Very much in the style of
the kitchen-sink dramas that pervaded British screens and stages during the
’50s and ’60s, this grim tale of family dysfunction employs the familiar
contrivance of a special occasion triggering cataclysmic arguments and painful revelations.
Specifically, when an aging English coal miner and his wife welcome home their
three adult sons to commemorate the parents’ 40th wedding anniversary, the sons
engage in verbal combat that rips back the façade of the seemingly “normal”
family. Conceptually, this is quite ordinary stuff, but crisp writing,
exceptional performances, and probing explorations of the English class system
make In Celebration worthwhile.
Produced for the American Film Theatre, the picture was directed by Lindsay
Anderson from David Storey’s 1969 play, which Anderson also directed onstage.
The piece is largely a vehicle for Alan Bates, reprising the leading role he
performed during the play’s original run, so Bates’ singular way of infusing
dialogue with cruelty, derision, and self-loathing drives the experience. He
plays Andy, the family’s ne’er-do-well elder child, who ditched a promising law
career to become a painter. Andy is also the keeper of the family’s secrets,
and because those secrets chew at him like cancers, he seizes every opportunity
to confront his relatives with evidence of their hypocrisy and inadequacy. The
family’s middle child, Colin (James Bolan), is a career-minded conformist about
to marry a woman even though he’s a closeted homosexual, and the youngest child,
Steven (Brian Cox), is a would-be author harboring profound psychological pain
even as he wears the mask of a contented husband and father. Meanwhile, the parents
(played by Constance Chapman and Bill Owen) have issues of their own—the mother
feeds delusions of grandeur by pushing her children toward lofty social
positions, and the father deeply regrets spending nearly 50 years working
underground just to support a wife he doesn’t understand and sons who seem
incapable of happiness.
In Celebration
is all about the ways in which families project their dreams and nightmares
onto each other, so past wounds including the death of a fourth son linger over
the whole clan like toxic clouds. Exacerbating all of these problems are
communication issues stemming from generational differences. The parents were
raised to suffer through their problems, but the sons, ironically, gained the
ability to articulate every nuance of their feelings because of the educations
foisted upon them by their parents. Bleak and harsh from beginning to end, In Celebration works because Storey
plays fair—rather than situating one character as the family’s moral center, he
demonstrates how each character is incomplete. For instance, Steven lashes out
at the domineering Andy by saying, “Attitudes like yours are easily adapted—all
you have to do is destroy what’s already there.” As this hyper-literate
dialogue suggests, the stage origins of In
Celebration are never hidden, but director Anderson uses limited sets to
create a sense of claustrophobia that energizes the material. More importantly,
the performances are close to perfect, from Bates’ overbearing menace to
Cox’s quiet suffering. In Celebration
is a rough ride, but it’s a rewarding one.
In Celebration: GROOVY
1 comment:
It might arouse people's curiosity to sell this as the early work of Brian Cox, an actor I've come to enjoy. (You've already noted 1971's "Nicholas and Aleexandra," in which he appears as Trotsky.) He was the first to portray the infamous Dr. Hannibal Lecter in 1986's "Manhunter." (Oddly enough, he also appeared in a British series called "Manhunt" in 1970.) I always find him worth tracking down, from the first two "Bourne" movies to his grouchy Agamemnon in 2004's "Troy." After years of seeing him master the seen-it-all cynic, it would be interesting to catch him as a younger man.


What is being asked: Copy, without a single change, each line from the one that holds "The width and" to the bottom of the entries below, and drop any pictures.
(Beginning of Input for this task)
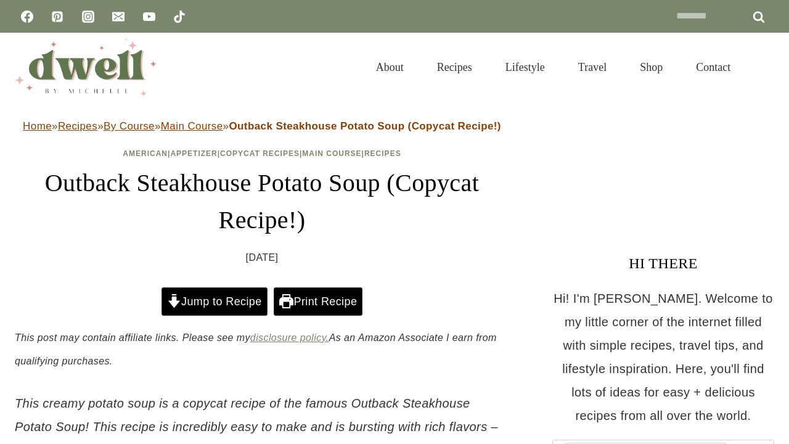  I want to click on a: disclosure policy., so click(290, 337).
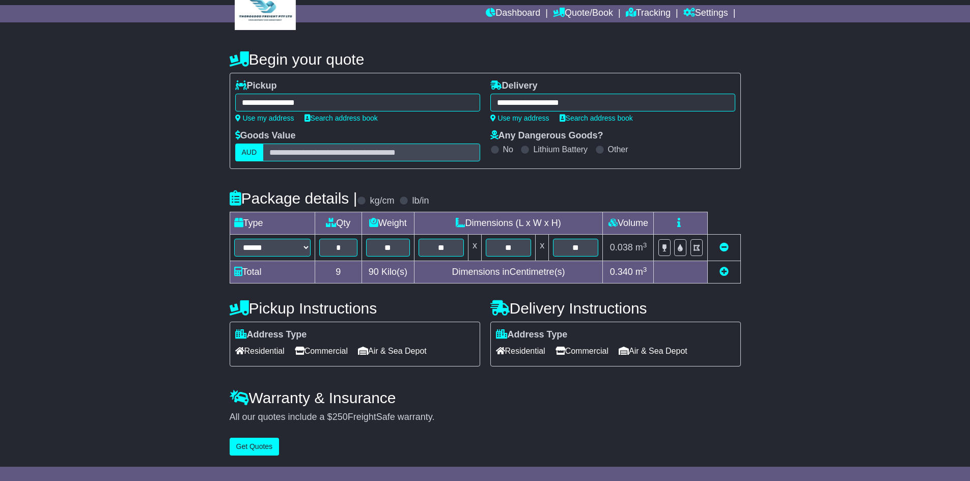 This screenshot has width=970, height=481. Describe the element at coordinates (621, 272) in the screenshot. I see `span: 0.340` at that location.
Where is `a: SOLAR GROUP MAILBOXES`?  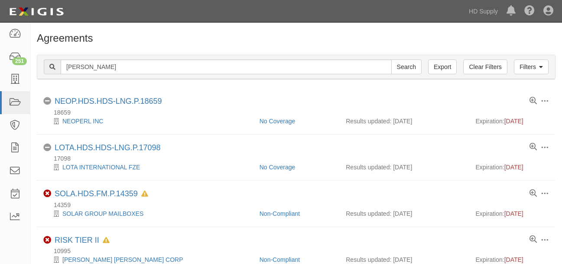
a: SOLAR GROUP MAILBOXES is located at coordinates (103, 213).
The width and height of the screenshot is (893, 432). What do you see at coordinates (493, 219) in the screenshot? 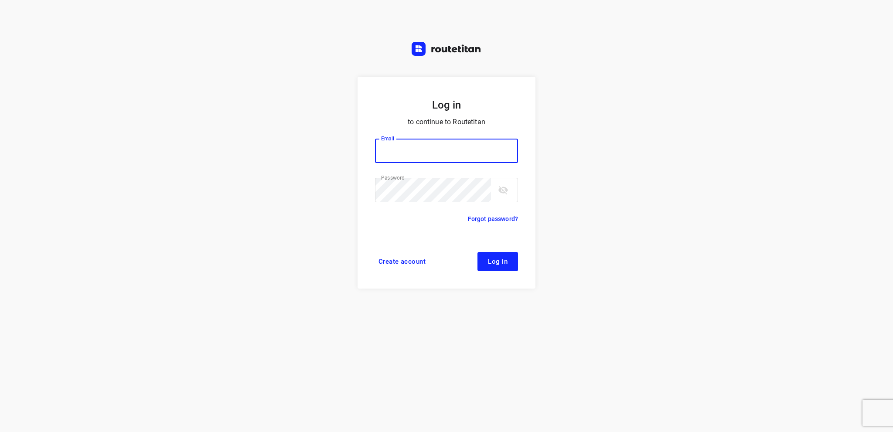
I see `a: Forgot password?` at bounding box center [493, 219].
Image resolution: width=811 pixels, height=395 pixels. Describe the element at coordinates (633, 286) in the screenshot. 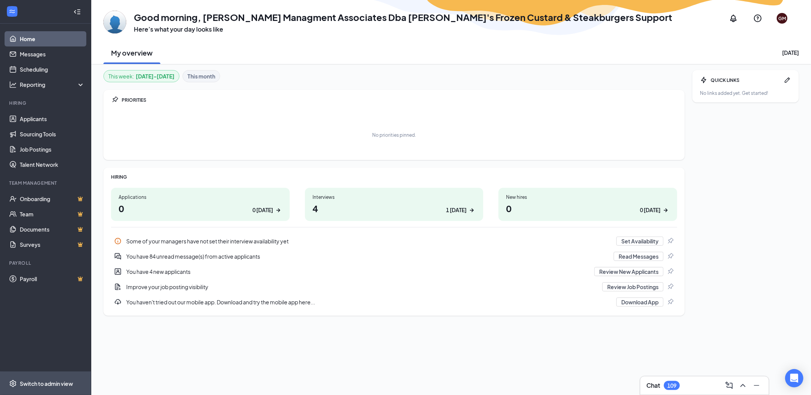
(End of Input for this task)
Problem solution:
The width and height of the screenshot is (893, 432). What do you see at coordinates (493, 219) in the screenshot? 
I see `a: Forgot password?` at bounding box center [493, 219].
Image resolution: width=811 pixels, height=395 pixels. Describe the element at coordinates (633, 286) in the screenshot. 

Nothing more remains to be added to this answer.